Inspiring, isn’t it?’

Charlie looked up at Clair Michel.


I think he glances at that for motivation on bad days.’


Does he get many bad days?’ Charlie couldn’t believe old Mr Middleton thought days as bad or good.


He could be happier,’ she said. She took the picture from Charlie as if afraid she’d break it and placed it back against the office wall.

The two workmen were lifting Fanny’s desk with his paperwork still on top. He was running around trying to stop stuff from sliding off. His comb-over was slipping off his bald patch and he licked his fingers to stick it back into place. Poor Fanny, he was reduced to a small desk alongside everybody else’s.

That evening, Mr Middleton’s picture and its caption inspired Charlie to open up her laptop and find her article. She hadn’t looked at it since she and Andy had split up and Melvin had told her the article was already being covered.

She sat looking at her words; not reading but just thinking about Melvin’s reluctance to encourage her. He’d always been the same. Never strive, never hope and you won’t be disappointed was his motto. Despite his sexuality, or maybe because of it, he wasn’t as liberal as he looked. She supposed his nature was because of the cruel way his parents were taken from him. He barely drank and was terrified she was going to be led astray by free-thinking friends.

The authorities took Melvin away when she was twelve; she had never forgotten the pain; it had been like a tumour inside. Expanding each and every way until she couldn’t eat or breathe. It had never gone away – oh, the pain had certainly gone, but the fear of being left alone; of being deserted was always there and that, Charlie suspected, had been the birth of her embarrassing panic attacks that dogged her life.

Melvin was adopted at fourteen and his adoptive parents had wanted to separate them, believing she was a bad influence on him; something her social worker agreed with. They all believed that because she had been in care since forever and Melvin only five years, he had more prospects whereas she was doomed. OK, she was being fanciful as usual.

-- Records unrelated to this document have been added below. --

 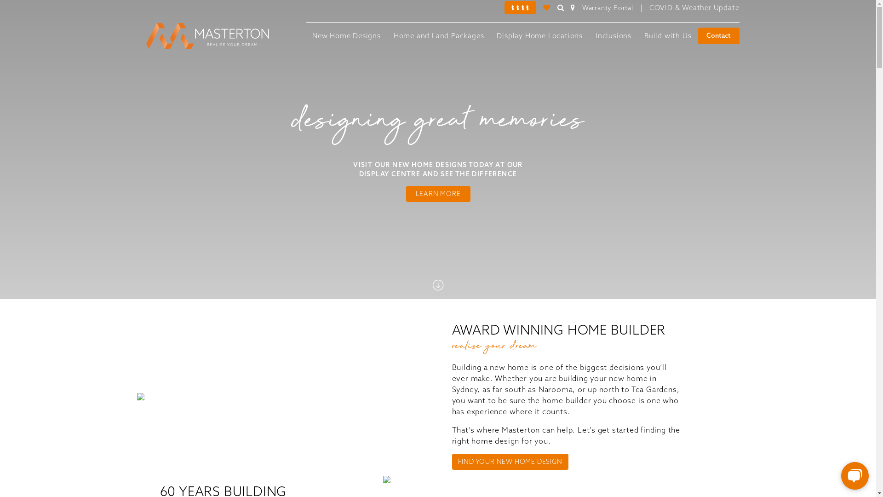 What do you see at coordinates (439, 36) in the screenshot?
I see `Home and Land Packages` at bounding box center [439, 36].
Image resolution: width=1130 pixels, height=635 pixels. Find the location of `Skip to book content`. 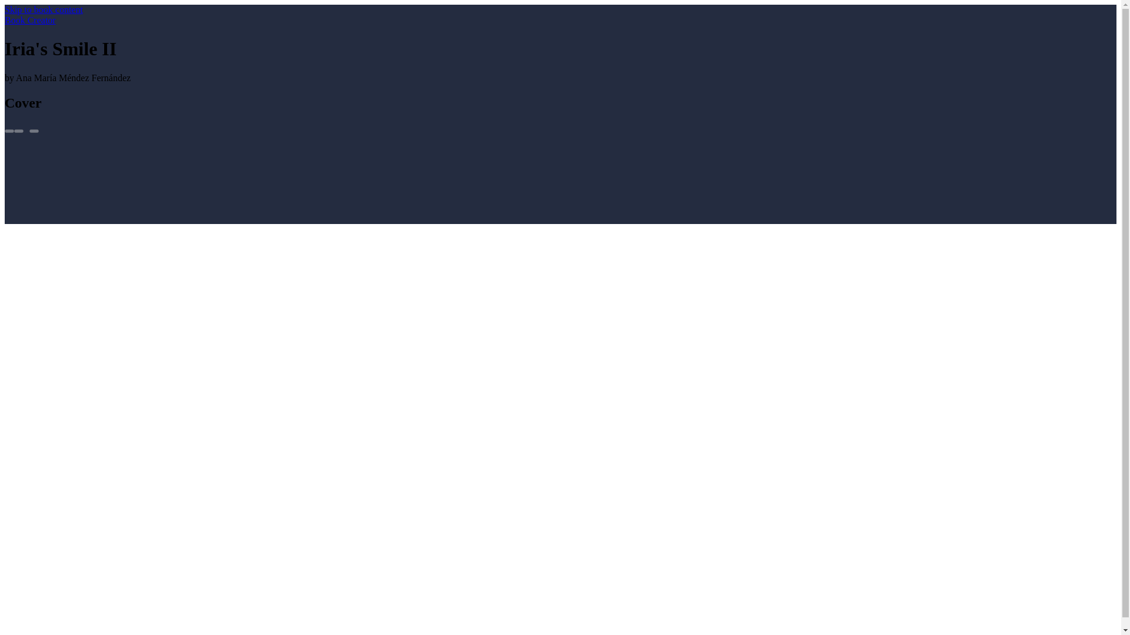

Skip to book content is located at coordinates (44, 9).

Then Melvin’s adoptive parents moved to London, taking him with them. Charlie was left behind in her hometown of Northampton, and gradually they lost touch; the social workers and his adoptive parents had succeeded in splitting them up.

But Melvin found her again. Dear Melly. It was thanks to him that she had a job with
London Core
.

She didn’t know anything about reporting, but she knew about
writing
. There had been many stories about the prostitutes in a negative light, and Charlie knew she could write something in a sympathetic slant instead. It didn’t have to mean an
article
. Melvin was right, she
could
write fiction. A novel!

 

*

 

Ben was sitting in the smart office of Mr Kevin Locke. He studied the picture of the cartoon
Pink Panther
on the back wall. Locke was writing something down in a notebook, a pink tongue sticking out of the corner of his mouth. Ben dragged his gaze away from the cartoon and studied the top of Locke’s bent head. He had a bald spot the size of a two-pound coin. Ben fingered his own head.

Kevin looked up, and Ben snatched his hand away from his head as if he’d been found out doing something he shouldn’t.


So,’ Locke read back his notes, ‘last seen Friday at about 2 p.m., wearing black. Her car is a dark silver Land Rover Discovery 3. And her emotional state was…’ he checked his notes, ‘emotional.’ He twisted round and glanced at the calendar pinned to his wall behind him. ‘Missing for four days,’ he said. ‘Not terribly long really.’